The Especially Shot Teaser


Fan culture has created a hive hunger, an all-consuming mass need for information relating to their preferred movies. Anticipation for trailers, and more importantly what new footage they contain, is frenzied and continues until after a film is released with talk about footage in the trailer that didn't make it to the final cut (and what this means in terms of eventual extended releases or Director's cuts). In response the industry likes to keep their products under wraps so that they have total control over any footage being released.
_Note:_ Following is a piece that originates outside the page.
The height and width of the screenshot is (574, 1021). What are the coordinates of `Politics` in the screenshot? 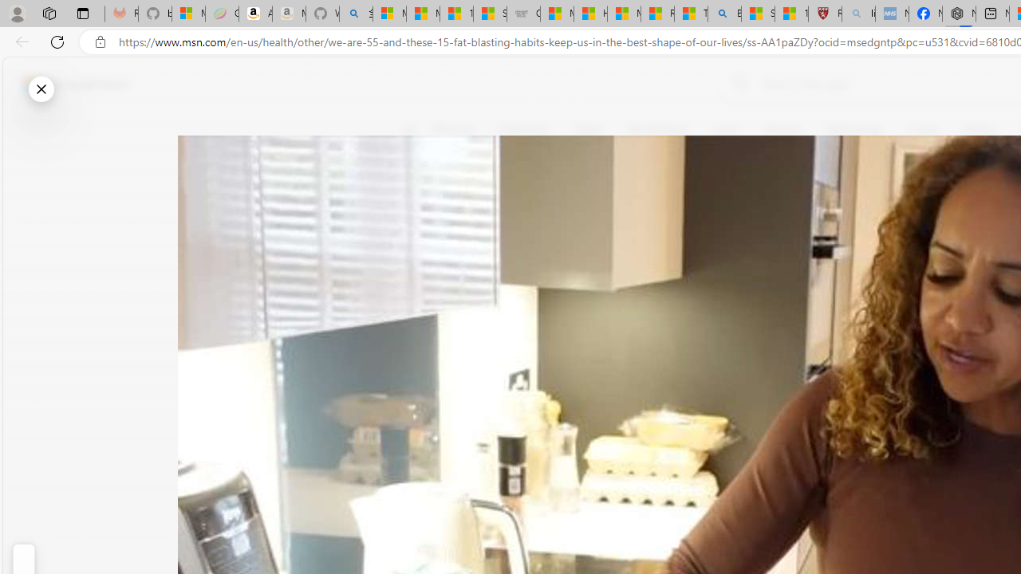 It's located at (980, 129).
The result of this is that we rarely get trailers containing especially shot footage anymore. If a teaser is released prior to production it will normally come in the form of an animated logo, while additional material is shot on the cheap and featured as part of viral marketing. This was not always the case.

The especially shot teaser trailer was something of a trend in the eighties and nineties and helped build anticipation of a movie in advance of its completion. Back to the Future had a trailer that featured all the iconic elements of the movie, including Michael J. Fox, yet featured no actual footage. Or check out this one for Terminator 2 that was shot before the film went into production and cost more money to make than most low-budget movies do now.
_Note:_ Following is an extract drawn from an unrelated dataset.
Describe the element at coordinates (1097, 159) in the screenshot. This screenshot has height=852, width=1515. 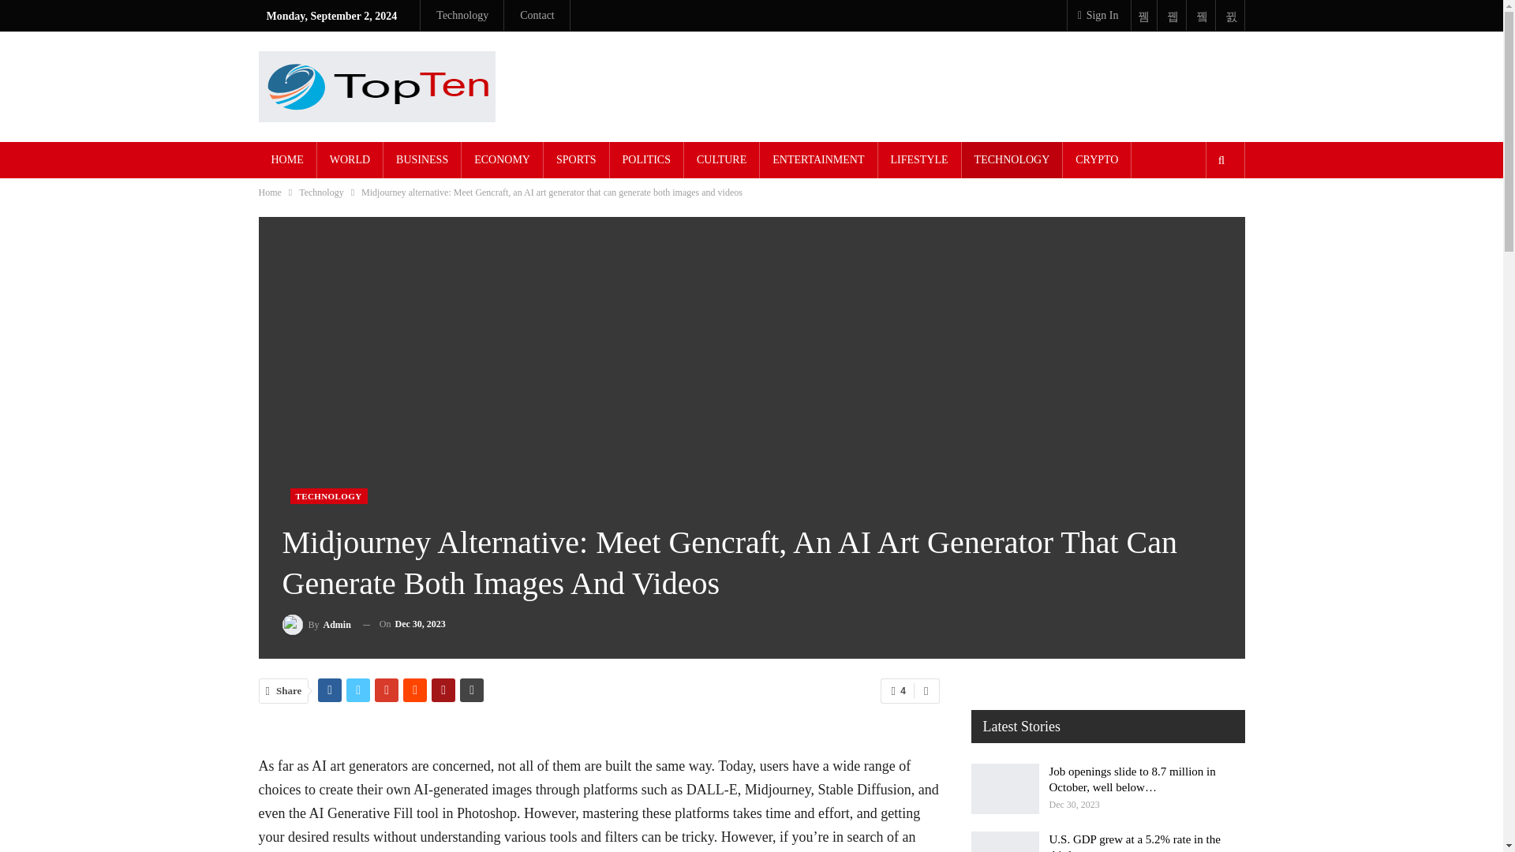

The Thing kept it simple, creating an eerie atmosphere with a nicely controlled camera, some dry ice and a prop ice block. This trailer builds so much damn tension yet doesn't reveal anything.



Of course the problem is that a trailer like this can promise a movie that you don't actually end up getting. I remember being thrilled to see Godzilla's foot come crashing through that museum roof only to be severely let down by the movie itself. Or this teaser for Jason takes Manhattan that revels in the notion that Jason is going hack away at the Big Apple for 90 minutes when in reality it only features in the film's finale.


My absolute favourite, however, is for Leatherface: The Texas Chainsaw Massacre 3. I haven't seen the full movie but only because I'm pretty sure it can't live up to the sheer awesomeness of this trailer.


Structured much like Jason's, this trailer pays off not with a turn and grimace but with the lady of the lake hurling a silver chainsaw into the sky. The mind boggles at how the narrative would explain that if this footage were to actually appear in the final cut but by god that is a movie I'd want to see.

The especially shot trailer isn't entirely dead, but the courting of fan anticipation means that it is used far more rarely. I'm not asking for a revival, I'm just asking for some appreciation of this creative marketing.

Oh and if someone could go ahead and make that version of Leatherface that would be great too.